Trump’s lawyers are seriously arguing, in a long memo to Mueller, that Trump can’t obstruct justice because as president he is justice himself.
President Trump’s lawyers have for months quietly waged a campaign to keep the special counsel from trying to force him to answer questions in the investigation into whether he obstructed justice, asserting that he cannot be compelled to testify and arguing in a confidential letter that he could not possibly have committed obstruction because he has unfettered authority over all federal investigations.
Including federal investigations into his own crimes. So a president can do anything at all and then simply shut down or forbid all federal investigations because his authority is that absolute.
So they’re saying presidents are dictators.
In a brash assertion of presidential power, the 20-page letter — sent to the special counsel, Robert S. Mueller III, and obtained by The New York Times — contends that the president cannot illegally obstruct any aspect of the investigation into Russia’s election meddling because the Constitution empowers him to, “if he wished, terminate the inquiry, or even exercise his power to pardon.”
[Read the Trump lawyers’ confidential memo to Mr. Mueller here.]
Other lawyers don’t agree.
Trump is saying he can put an end to any criminal investigation he & he can pardon anyone he wants to. In other words, he can insulate himself & his family if a jury votes to convict them. No other President has successfully set himself above the reach of the law until now. https://t.co/YN3r7Rc2Xn
— Joyce Alene (@JoyceWhiteVance) June 2, 2018
The President’s legal arguments would render whole sections of the Constitution moot, and allow a president to engage in any form of criminality and obstruct an investigation into his own wrongdoing. Nobody is above the law. Not this President. Not any president. https://t.co/DKpZizrpKl
— Adam Schiff (@RepAdamSchiff) June 2, 2018
This would be a valid legal argument — if our government were a dictatorship. Fortunately, we are a government of laws, not men. And in America, no one is above the law, including the president. https://t.co/yxtu9HUUkz
— Chuck Schumer (@SenSchumer) June 2, 2018
(I don’t know that Schumer is a lawyer. Whatever.)
The attempt to dissuade Mr. Mueller from seeking a grand jury subpoena is one of two fronts on which Mr. Trump’s lawyers are fighting. In recent weeks, they have also begun a public-relations campaign to discredit the investigation and in part to pre-empt a potentially damaging special counsel report that could prompt impeachment proceedings.
They have begun a public-relations campaign to discredit the investigation and the FBI and the Justice Department, all in the effort to shield the guy who is supposed to be working for the good of the country as a whole (and its people), not for himself.
Mr. Trump’s lawyers are gambling that Mr. Mueller may not want to risk an attempt to forge new legal ground by bringing a grand jury subpoena against a sitting president into a criminal proceeding.
“Ensuring that the office remains sacred and above the fray of shifting political winds and gamesmanship is of critical importance,” they wrote.
How can the office remain “sacred” when it’s occupied by that dreadful vulgar monster? He cheapens it with every word, every look, every gesture, every action, every photo op, and god knows every tweet.
“The president’s prime function as the chief executive ought not be hampered by requests for interview,” they wrote. “Having him testify demeans the office of the president before the world.”
That ship has sailed. That ship has made multiple circumnavigations of the globe; Trump himself demeans the office constantly. Having him testify would do a little bit to repair the damage he’s done by showing he’s not free to commit crimes and then laugh in our faces.
They also contended that nothing Mr. Trump did violated obstruction-of-justice statutes, making both a technical parsing of what one such law covers and a broad constitutional argument that Congress cannot infringe on how he exercises his power to supervise the executive branch. Because of the authority the Constitution gives him, it is impossible for him to obstruct justice by shutting down a case or firing a subordinate, no matter his motivation, they said.
If they’re right about it then this is a dictatorship. They’d better not be right.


Exercise instructions:
Please count the lines below that contain the word "arrow", and reply with that number alone.

___ Extracted records ___

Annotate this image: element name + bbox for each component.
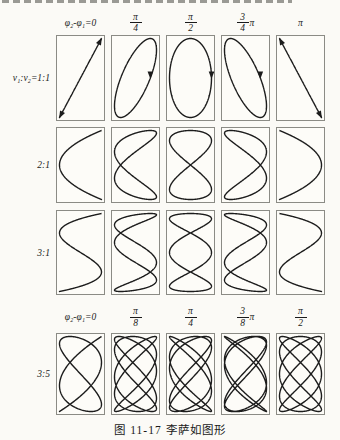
lissajous-curve xyxy=(170,131,212,200)
fraction-denominator: 8 xyxy=(237,317,249,328)
fraction-denominator: 2 xyxy=(295,317,307,328)
phase-label: π2 xyxy=(166,11,215,34)
ratio-label: 3:1 xyxy=(0,210,53,295)
phase-label: φ₂-φ₁=0 xyxy=(56,11,105,34)
lissajous-curve xyxy=(280,131,322,200)
lissajous-curve-svg xyxy=(57,211,104,294)
phase-fraction: π4 xyxy=(185,306,197,328)
lissajous-curve xyxy=(225,131,267,200)
direction-arrow xyxy=(96,36,104,45)
phase-fraction: 34 xyxy=(237,12,249,34)
direction-arrow xyxy=(277,36,285,45)
lissajous-curve-svg xyxy=(112,128,159,202)
fraction-suffix: π xyxy=(250,312,255,322)
lissajous-curve-svg xyxy=(57,128,104,202)
lissajous-curve xyxy=(115,337,157,412)
phase-label: φ₂-φ₁=0 xyxy=(56,303,105,331)
lissajous-curve-svg xyxy=(277,36,324,120)
phase-label: π4 xyxy=(166,303,215,331)
lissajous-curve xyxy=(115,131,157,200)
direction-arrow xyxy=(148,72,154,80)
lissajous-curve-svg xyxy=(167,128,214,202)
lissajous-curve xyxy=(280,214,322,292)
lissajous-curve-svg xyxy=(277,211,324,294)
lissajous-cell-r2c1 xyxy=(56,127,105,203)
lissajous-cell-r4c5 xyxy=(276,333,325,415)
phase-label: π2 xyxy=(276,303,325,331)
phase-text: π xyxy=(298,18,303,28)
lissajous-cell-r3c5 xyxy=(276,210,325,295)
lissajous-cell-r2c2 xyxy=(111,127,160,203)
lissajous-figure: 图 11-17 李萨如图形 φ₂-φ₁=0π4π234ππφ₂-φ₁=0π8π4… xyxy=(0,0,340,440)
phase-fraction: π8 xyxy=(130,306,142,328)
lissajous-curve-svg xyxy=(112,211,159,294)
lissajous-cell-r1c4 xyxy=(221,35,270,121)
phase-label: π4 xyxy=(111,11,160,34)
fraction-numerator: 3 xyxy=(238,306,247,316)
lissajous-cell-r1c1 xyxy=(56,35,105,121)
fraction-denominator: 2 xyxy=(185,22,197,33)
lissajous-cell-r2c3 xyxy=(166,127,215,203)
lissajous-curve-svg xyxy=(167,334,214,414)
direction-arrow xyxy=(258,72,264,80)
lissajous-curve-svg xyxy=(167,211,214,294)
lissajous-curve-svg xyxy=(57,36,104,120)
lissajous-cell-r3c4 xyxy=(221,210,270,295)
direction-arrow xyxy=(57,110,65,119)
lissajous-curve-svg xyxy=(167,36,214,120)
lissajous-curve xyxy=(225,337,267,412)
fraction-numerator: π xyxy=(296,306,305,316)
lissajous-curve xyxy=(60,39,102,118)
lissajous-curve-svg xyxy=(277,334,324,414)
lissajous-curve xyxy=(170,39,212,118)
fraction-numerator: π xyxy=(131,12,140,22)
phase-fraction: π2 xyxy=(295,306,307,328)
figure-caption: 图 11-17 李萨如图形 xyxy=(0,421,340,437)
lissajous-cell-r1c5 xyxy=(276,35,325,121)
lissajous-cell-r2c5 xyxy=(276,127,325,203)
lissajous-curve-svg xyxy=(222,334,269,414)
lissajous-curve-svg xyxy=(222,211,269,294)
lissajous-curve-svg xyxy=(112,334,159,414)
fraction-numerator: π xyxy=(186,306,195,316)
phase-fraction: π2 xyxy=(185,12,197,34)
lissajous-curve-svg xyxy=(57,334,104,414)
lissajous-curve xyxy=(170,337,212,412)
lissajous-curve xyxy=(280,337,322,412)
lissajous-cell-r1c2 xyxy=(111,35,160,121)
fraction-numerator: 3 xyxy=(238,12,247,22)
lissajous-cell-r4c1 xyxy=(56,333,105,415)
lissajous-curve xyxy=(115,214,157,292)
lissajous-cell-r3c2 xyxy=(111,210,160,295)
phase-fraction: π4 xyxy=(130,12,142,34)
lissajous-curve xyxy=(60,131,102,200)
lissajous-curve-svg xyxy=(277,128,324,202)
lissajous-cell-r3c1 xyxy=(56,210,105,295)
fraction-denominator: 8 xyxy=(130,317,142,328)
fraction-denominator: 4 xyxy=(130,22,142,33)
phase-fraction: 38 xyxy=(237,306,249,328)
phase-label: π xyxy=(276,11,325,34)
lissajous-curve-svg xyxy=(112,36,159,120)
cropped-text-top xyxy=(2,0,292,3)
lissajous-cell-r4c2 xyxy=(111,333,160,415)
ratio-label: 3:5 xyxy=(0,333,53,415)
ratio-label: 2:1 xyxy=(0,127,53,203)
lissajous-curve xyxy=(60,337,102,412)
phase-label: 34π xyxy=(221,11,270,34)
ratio-label: ν₁:ν₂=1:1 xyxy=(0,35,53,121)
lissajous-cell-r4c3 xyxy=(166,333,215,415)
lissajous-curve-svg xyxy=(222,36,269,120)
lissajous-cell-r2c4 xyxy=(221,127,270,203)
phase-text: φ₂-φ₁=0 xyxy=(65,312,96,322)
fraction-denominator: 4 xyxy=(237,22,249,33)
lissajous-curve-svg xyxy=(222,128,269,202)
phase-label: π8 xyxy=(111,303,160,331)
direction-arrow xyxy=(209,72,214,80)
phase-text: φ₂-φ₁=0 xyxy=(65,18,96,28)
lissajous-cell-r3c3 xyxy=(166,210,215,295)
fraction-numerator: π xyxy=(131,306,140,316)
lissajous-curve xyxy=(170,214,212,292)
fraction-denominator: 4 xyxy=(185,317,197,328)
fraction-numerator: π xyxy=(186,12,195,22)
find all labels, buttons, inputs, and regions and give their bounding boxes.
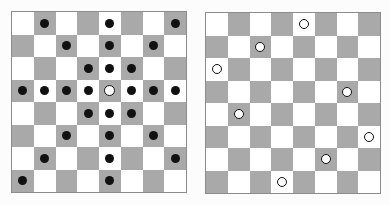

___

Worked solution:
6